I mean yeah, it doesn't seem entirely unreasonable. But if it actually was reasonable, wouldn't they just inform the uploader?

[–] T156@lemmy.world 24 points 4 months ago (1 children)

Or give an option to toggle. Surely letting people turn it off would save them even more resources, if they don't have to bother with upscaling the video in the first place.

[–] 01189998819991197253 19 points 4 months ago (1 children)

It likely costs them less to upscale than it does to store and serve a full sized video, so they're not giving the uploader the choice.

[–] exu@feditown.com 7 points 4 months ago

Storage is very cheap. This only makes sense if they actually do the upscaling client side

[–] Zarxrax@lemmy.world 31 points 4 months ago (2 children)

It would not make any sense for them to be upscaled on the fly. It's a computationally intensive operation, and storage space is cheap. Is there any evidence of it being done on the fly?

[–] baggins@lemmy.ca 22 points 4 months ago (1 children)

It would if they can do it on your device.

[–] Zarxrax@lemmy.world 1 points 4 months ago (2 children)

While it could theoretically be done on device, it would require the device to have dedicated hardware that is capable of doing the processing, so it would only work on a limited number of devices. It would be pretty easy to test this if a known modified video were available.

[–] errer@lemmy.world 15 points 4 months ago

AI upscaling can be run on a ton of devices nowadays.

Also people are forgetting it’s not just storage, it’s bandwidth they save with this move. So even if they store both the low and high res copies they can save 4x the bandwidth (or more) serving to devices with upscaling capabilities.

[–] TheRealKuni@piefed.social 11 points 4 months ago (1 children)

It’s not that computationally intensive to upscale frames. TVs have been doing it algorithmically for ages and looking good doing it. Hell, nVidia graphics cards can do it for every single frame of high end games with DLSS. Calling it “AI” because the type of algorithm it’s using is just cashing in on the buzzword.

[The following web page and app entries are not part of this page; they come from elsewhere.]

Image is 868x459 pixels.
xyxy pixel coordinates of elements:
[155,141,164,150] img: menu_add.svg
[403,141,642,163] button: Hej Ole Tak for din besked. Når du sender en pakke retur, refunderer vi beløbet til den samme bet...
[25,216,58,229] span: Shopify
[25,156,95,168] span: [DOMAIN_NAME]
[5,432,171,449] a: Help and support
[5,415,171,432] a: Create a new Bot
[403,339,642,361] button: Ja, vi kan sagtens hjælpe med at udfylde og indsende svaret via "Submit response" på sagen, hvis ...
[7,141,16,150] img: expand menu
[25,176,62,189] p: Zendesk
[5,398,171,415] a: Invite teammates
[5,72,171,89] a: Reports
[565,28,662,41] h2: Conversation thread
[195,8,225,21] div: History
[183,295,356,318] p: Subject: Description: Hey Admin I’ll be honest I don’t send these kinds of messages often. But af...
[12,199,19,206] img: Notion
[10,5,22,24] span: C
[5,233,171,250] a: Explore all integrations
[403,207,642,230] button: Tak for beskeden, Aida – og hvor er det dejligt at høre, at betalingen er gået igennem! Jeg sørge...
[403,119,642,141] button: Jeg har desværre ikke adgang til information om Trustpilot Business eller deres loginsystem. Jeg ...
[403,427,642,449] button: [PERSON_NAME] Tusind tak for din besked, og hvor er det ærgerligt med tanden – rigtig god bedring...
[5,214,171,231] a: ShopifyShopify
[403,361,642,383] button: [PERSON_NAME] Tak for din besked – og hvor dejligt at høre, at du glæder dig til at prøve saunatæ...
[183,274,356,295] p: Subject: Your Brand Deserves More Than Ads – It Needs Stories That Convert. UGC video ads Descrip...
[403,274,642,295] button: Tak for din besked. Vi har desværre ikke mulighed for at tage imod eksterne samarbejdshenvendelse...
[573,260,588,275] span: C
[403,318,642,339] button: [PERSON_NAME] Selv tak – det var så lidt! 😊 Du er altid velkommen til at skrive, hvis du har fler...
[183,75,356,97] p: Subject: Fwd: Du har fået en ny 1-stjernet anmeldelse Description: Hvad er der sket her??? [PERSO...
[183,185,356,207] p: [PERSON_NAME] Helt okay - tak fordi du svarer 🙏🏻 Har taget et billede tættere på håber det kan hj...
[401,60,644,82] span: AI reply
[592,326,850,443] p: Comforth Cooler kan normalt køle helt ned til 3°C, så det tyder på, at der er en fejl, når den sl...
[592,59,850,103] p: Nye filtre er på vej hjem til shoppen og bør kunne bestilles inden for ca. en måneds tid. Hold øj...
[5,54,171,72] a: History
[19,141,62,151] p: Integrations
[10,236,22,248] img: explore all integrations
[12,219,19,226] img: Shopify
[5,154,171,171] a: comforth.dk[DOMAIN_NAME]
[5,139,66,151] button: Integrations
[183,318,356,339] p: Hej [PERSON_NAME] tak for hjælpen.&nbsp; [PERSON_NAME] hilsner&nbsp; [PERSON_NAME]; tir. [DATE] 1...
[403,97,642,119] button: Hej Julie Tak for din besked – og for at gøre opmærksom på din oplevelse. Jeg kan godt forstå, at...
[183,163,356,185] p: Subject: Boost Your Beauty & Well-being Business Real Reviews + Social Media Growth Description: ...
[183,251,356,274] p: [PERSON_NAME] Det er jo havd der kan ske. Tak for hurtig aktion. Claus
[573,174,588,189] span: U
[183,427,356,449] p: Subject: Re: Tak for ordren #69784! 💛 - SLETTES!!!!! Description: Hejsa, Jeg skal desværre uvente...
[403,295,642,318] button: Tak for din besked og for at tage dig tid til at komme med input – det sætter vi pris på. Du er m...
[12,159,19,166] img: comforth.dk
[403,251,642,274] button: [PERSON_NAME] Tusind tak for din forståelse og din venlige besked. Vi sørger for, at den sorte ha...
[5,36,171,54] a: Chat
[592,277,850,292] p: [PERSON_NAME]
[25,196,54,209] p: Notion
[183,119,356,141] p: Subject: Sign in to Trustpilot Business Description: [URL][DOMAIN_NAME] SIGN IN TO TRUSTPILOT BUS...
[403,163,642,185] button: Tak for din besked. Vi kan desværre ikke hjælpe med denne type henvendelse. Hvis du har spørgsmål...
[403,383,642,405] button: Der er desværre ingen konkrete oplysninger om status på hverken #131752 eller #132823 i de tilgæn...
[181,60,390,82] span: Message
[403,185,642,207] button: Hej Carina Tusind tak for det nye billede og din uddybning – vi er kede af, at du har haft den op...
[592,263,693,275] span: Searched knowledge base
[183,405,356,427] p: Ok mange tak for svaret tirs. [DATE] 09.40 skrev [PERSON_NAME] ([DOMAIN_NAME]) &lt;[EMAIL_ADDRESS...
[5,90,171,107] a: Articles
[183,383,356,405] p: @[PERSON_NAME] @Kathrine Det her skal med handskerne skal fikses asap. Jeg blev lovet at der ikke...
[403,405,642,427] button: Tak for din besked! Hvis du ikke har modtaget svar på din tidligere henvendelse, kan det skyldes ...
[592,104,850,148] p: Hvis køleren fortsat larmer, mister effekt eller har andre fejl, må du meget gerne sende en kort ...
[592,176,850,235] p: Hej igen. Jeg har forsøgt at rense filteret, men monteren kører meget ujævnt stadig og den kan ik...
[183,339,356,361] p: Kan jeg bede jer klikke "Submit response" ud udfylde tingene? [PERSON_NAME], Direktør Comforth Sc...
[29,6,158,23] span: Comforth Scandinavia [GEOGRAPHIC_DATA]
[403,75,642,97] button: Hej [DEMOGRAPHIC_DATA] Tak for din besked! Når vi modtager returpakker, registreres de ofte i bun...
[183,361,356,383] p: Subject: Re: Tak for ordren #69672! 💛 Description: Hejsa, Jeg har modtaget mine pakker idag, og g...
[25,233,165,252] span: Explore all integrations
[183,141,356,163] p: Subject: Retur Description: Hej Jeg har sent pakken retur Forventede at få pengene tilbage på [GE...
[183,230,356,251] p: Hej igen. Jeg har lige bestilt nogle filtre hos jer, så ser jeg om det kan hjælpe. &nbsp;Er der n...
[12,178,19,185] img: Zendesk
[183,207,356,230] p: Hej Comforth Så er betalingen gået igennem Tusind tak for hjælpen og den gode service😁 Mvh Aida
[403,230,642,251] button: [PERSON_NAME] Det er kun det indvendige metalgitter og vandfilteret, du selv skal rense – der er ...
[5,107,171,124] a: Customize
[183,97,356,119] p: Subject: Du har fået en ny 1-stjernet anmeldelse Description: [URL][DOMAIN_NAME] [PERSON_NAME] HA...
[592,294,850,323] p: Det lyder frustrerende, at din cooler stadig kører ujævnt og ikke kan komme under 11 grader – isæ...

(Unless I’m misunderstanding what’s going on.)

[–] Zarxrax@lemmy.world 3 points 4 months ago (1 children)

You are right that nvidia cards can do it for games using DLSS. Nvidia also has a version called RTX video that works for video. But are they could to be dedicating hardware for playback every single time a user requests to play a short? That is significantly different than just serving a file to the viewer. If they had all of these Nvidia cards laying around, they surely have better things that they could use them for. To be clear here, the ONLY thing I am taking issue with is a comment that it seems that youtube may be upscaling videos on the fly (as opposed to upscaling them once when they are uploaded, and then serving that file 1 million times). I'm simply saying that it makes a hell of a lot more sense any day of the week to upscale a file one time than to upscale it 1 million times.

[–] faythofdragons@slrpnk.net 2 points 4 months ago

My video card deffo heats up more when watching youtube over peertube. I'm pretty sure they're using my graphics card for upscaling.

[–] Dragomus@lemmy.world 30 points 4 months ago (1 children)

It's not so much that they down- and upscale the video of shorts, their algorithm changes the look of people. It warps skin and does a strange sort of sharpening that makes things look quite unreal and almost plastic.

It is a filter that evens the look with images generated by, say, grok or one of the other AI filters.

In a year people will think that "AI-look" is a normal video look, and stuff generated with it is what humans can look like. We will see crazed AI-fashion looks popping up.

[–] boonhet@sopuli.xyz 11 points 4 months ago

Yeah, upscaling can generate artefacts and such.